Excellent - that's exactly what's needed. It's not something to change while the server running.

I don't think there is any solution to the "don't control tomcat installation" problem except a well-known location like /etc/fuseki. If you don't have access to the tomcat installation, you're unlike to have access to /etc/defaults or anywhere else in system space.

The choice of /etc/fuseki is fairly arbitrarily modelled on /etc/httpd /etc/apache2. Some system might prefer /var/lib/fuseki. The default could be path to find the first existing place on the path.

The place can have symbolic links - important for controlled the disk location of databases (SSD are good!).

And what should it be for MSWindows? (I'm not a windows server/services user).

        Andy

On 12/01/15 12:21, John A. Fereira wrote:
The startup script for Tomcat (catatalina.sh or catalina.bat) will check for the 
existence of a  setenv.sh or setenv.bat file in the $TOMCAT_HOME/bin directory and 
"source" it if it exists.   That's usually where I put any environment 
variables that I want to set that are needed by a web app.  It's a good place to add 
variables used by the JVM (e.g. for explicitly setting min/max memory or garbage 
collection) as well.

-----Original Message-----
From: Andy Seaborne [mailto:[email protected]]
Sent: Monday, January 12, 2015 6:27 AM
To: [email protected]
Subject: Re: Fuseki with a web.xml

On 11/01/15 12:35, Trevor Donaldson wrote:
I did see that /etc/fuseki error when I dropped the war file in
tomcat. I want sure how to change fuseki_base? Any I dead how to get
the war to work in tomcat?

FUSEKI_BASE is an environment variable and can be set in whatever way you 
prefer for environment variables.  Usually, before invoking Tomcat ... which is 
tricky when it's a service).

And, in fact, -DFUSEKI_HOME also works 'cos I got bored by the fact that Java 
does not have System.setenv.

/etc/fuseki can be a symbolic link.

        Andy

On Jan 11, 2015 5:10 AM, "Andy Seaborne" <[email protected]> wrote:

Thanks the links worked. I have the war. The question I have is can I
overwrite the shiro.ini file? I see the war but everything is
already packaged.


Just to follow up on this point.

The server builds its work area the first time - you can edit these
files.  They don't get overwritten next time.

In the WAR version, run once, and shiro.ini file will be in
$FUSEKI_BASE/shiro.ini which is /etc/fuseki/shiro.ini by default.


__TO DO__
Pictures aside, output each record exactly.

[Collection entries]
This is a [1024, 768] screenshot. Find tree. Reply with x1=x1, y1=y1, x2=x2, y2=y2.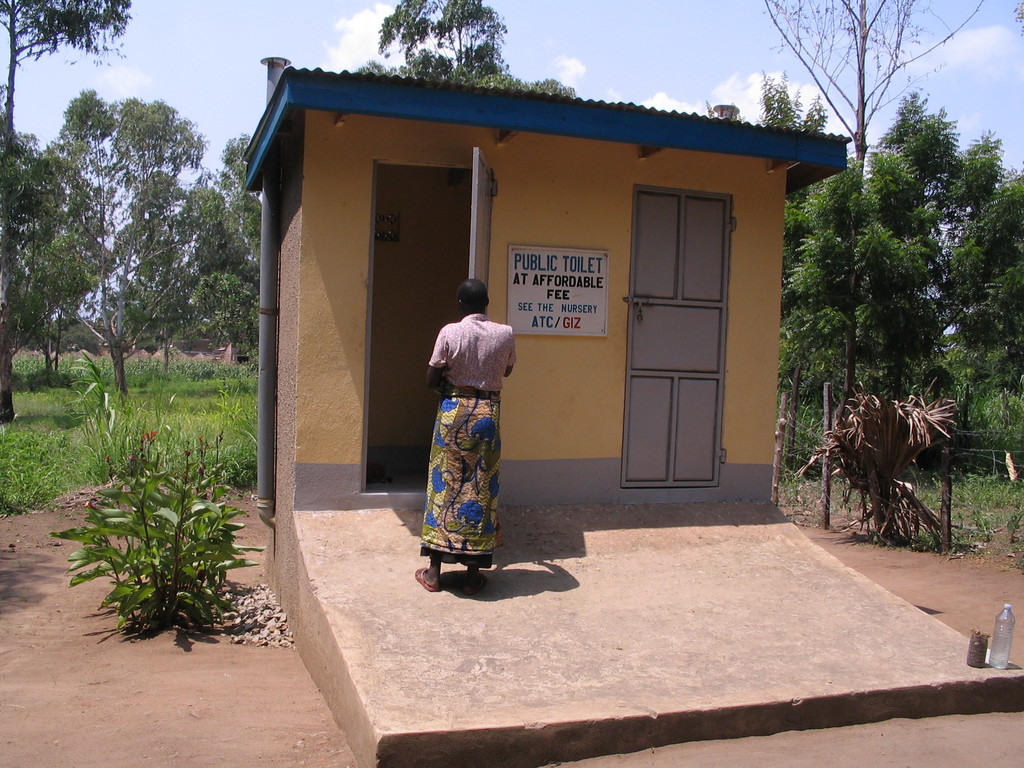
x1=366, y1=0, x2=527, y2=79.
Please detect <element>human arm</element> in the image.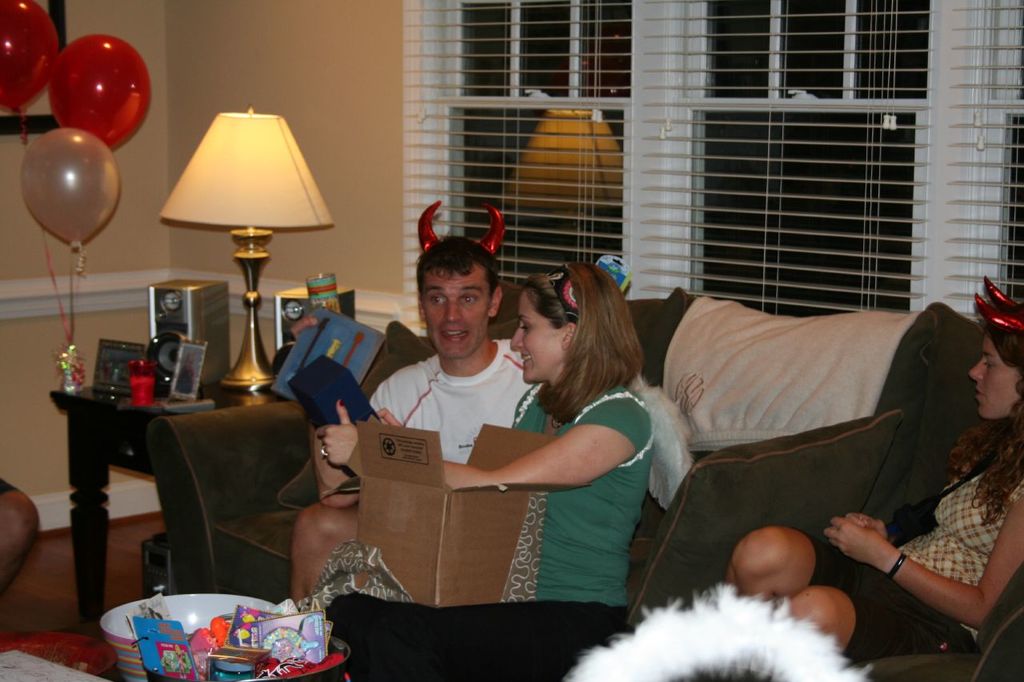
(left=308, top=377, right=385, bottom=511).
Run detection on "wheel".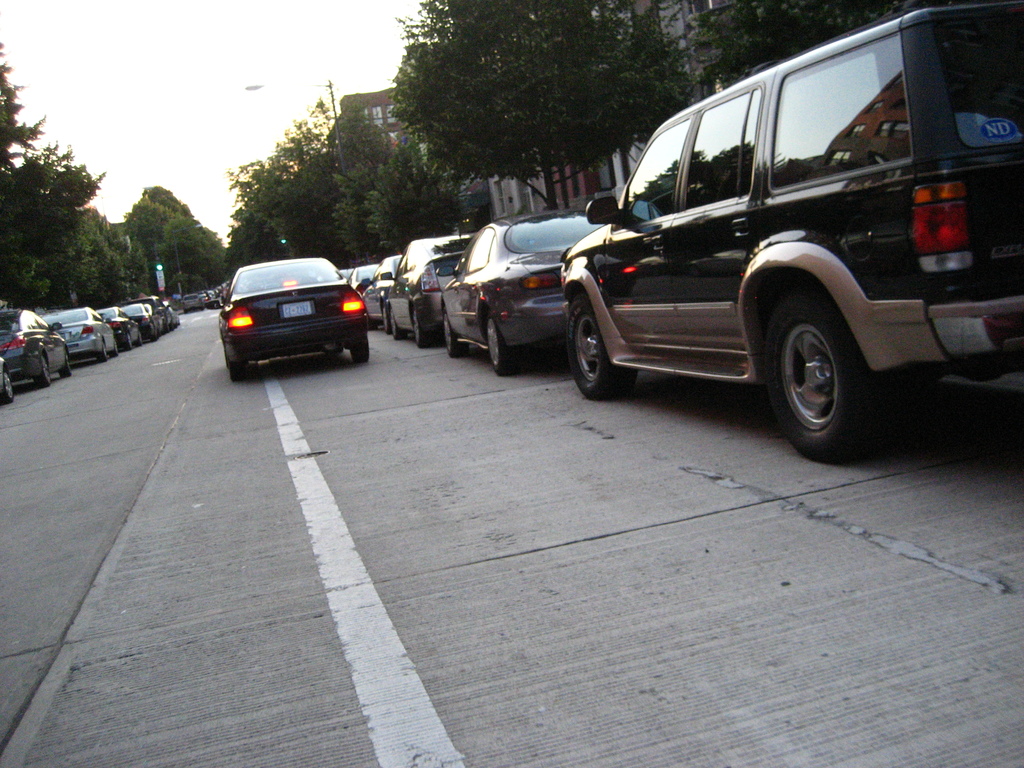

__EXERCISE OUTPUT__
This is a [1024, 768] screenshot. Find tree. Reply with x1=x1, y1=y1, x2=x2, y2=y2.
x1=366, y1=0, x2=527, y2=79.
Please detect <element>human arm</element> in the image.
(left=308, top=377, right=385, bottom=511).
Run detection on "wheel".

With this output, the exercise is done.